Brave Chinese Rape Victim Returns To Germany To Face Man Who Attacked Her in Court
By Ryan General
A young woman from China who was allegedly raped while studying in Germany has returned to Europe to face her suspected attacker in court.
While not required to testify in person, the unnamed 21-year-old rape victim flew back to Germany from Beijing to witness the beginning of the trial against a 32-year-old Iraqi refugee identified as Ziyad K.
The suspect, who was seeking asylum in Germany, was charged with the rape of the female student and strangling another student at Ruhr-University Bochum in the state of North Rhine-Westphalia last summer.
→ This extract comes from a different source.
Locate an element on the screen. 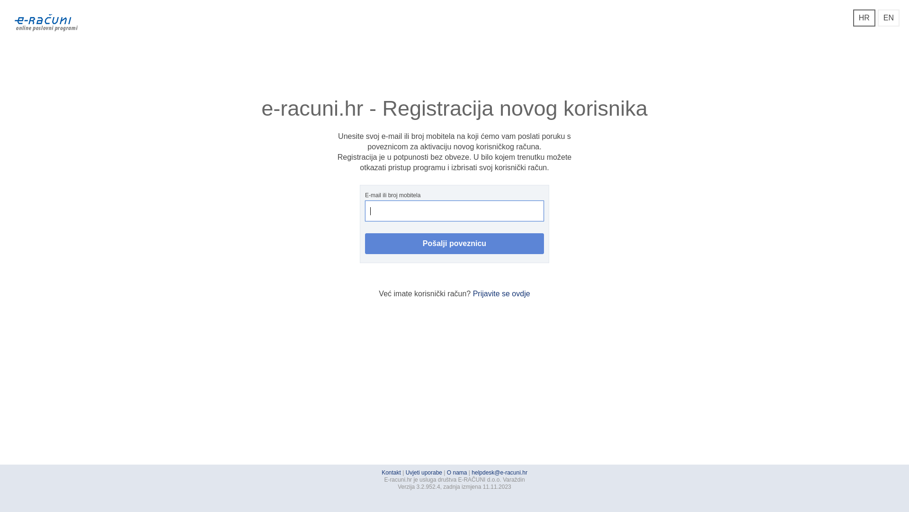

Ziyad is also being investigated for the rape of a 27-year-old student, also Chinese, on the campus in November of last year, according to Express.
The court was planning to hear her testimony in private at the request her lawyer, Doerte Ganzer, but the victim decided against it when Judge Volker Talarowski was instructing for court visitors to leave.
“This is not necessary. I keep talking until it gets too much for me,” the rape victim was quoted as saying.
In her testimony, the student narrated that she was on her way back from a supermarket when she was grabbed by her attacker from behind. The suspect allegedly held her in a stranglehold and dragged her into the woods.
“He took a noose and pulled it around my neck,” she explained. “Then he took a branch and hit my backside. I became dizzy, I saw black.”
She detailed how the alleged rapist pushed his hand into her pants and raped her soon after. At that point, she noted that she could hardly breathe as the man had reportedly tightened the noose around her neck.
“At that moment, I thought I was only 21 years old and had to die far from home,” she stated.
Local authorities were able to track Ziyad and had him arrested at an asylum center in Bochum after he was positively linked via DNA evidence and the GPS location stored in his mobile phone matching his location in the university campus at the time of the rapes.
Talarowski had given Ziyad an option to confess to negate the need for the victims to make a statement, with a possible mitigation of his sentencing.